Here's some fun math.
On the D700, the base ISO is 200 and I wouldn't go past 3200. That's four stops. Another way of looking at it is that the D700 gives you 12 good bits per pixel. (The actual sensor gives you 14 bits per pixel, but the bottom two bits are crap.) The D800 gives you roughly the same, 12 good bits per pixel, but you've got 3x the pixels. If you downsample a D800 to the same resolution as the D700, then you're averaging those three pixels together, giving you somewhere between 1-2 bits of additional useful signal per reduced pixel.
Now, imagine a hypothetical D700+, fabbed with current generation technology, but still 12 megapixels. The bazillion dollar question is whether the D700+ could have more than 14 useful bits per pixel. If you could give me (dreaming now) 16 beautiful bits per pixel, then that would yield HDR goodness in every shot. Or, assuming a base ISO of 100, you'd be able to shoot without any noise whatsoever at ISO 25600. (Some cameras claim to work at this speed today. They don't do it well.)

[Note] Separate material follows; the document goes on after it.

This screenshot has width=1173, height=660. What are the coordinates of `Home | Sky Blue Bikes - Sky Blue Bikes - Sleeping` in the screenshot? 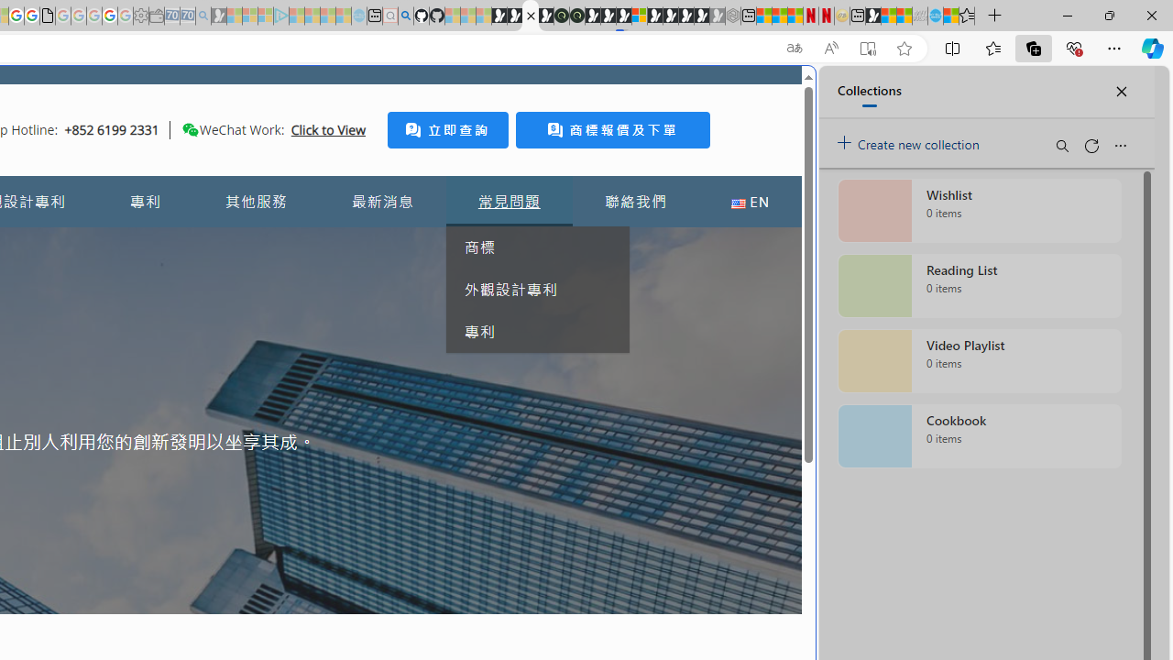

Lastly, here's your tradeoff. Are you more likely to want 12 megapixels with 16 beautiful bits per pixel, or would you prefer 36 megapixels with 12 beautiful bits per pixel? The former gives you glorious HDR. The latter gives you outrageous high resolution, if your lens supports it, and can be downsampled to give you 14 beautiful bits per pixel at resolutions you actually care about.
My guess is that somebody inside Nikon thought long and hard about these tradeoffs, and had hard numbers for both options, and decided that more pixels was preferable.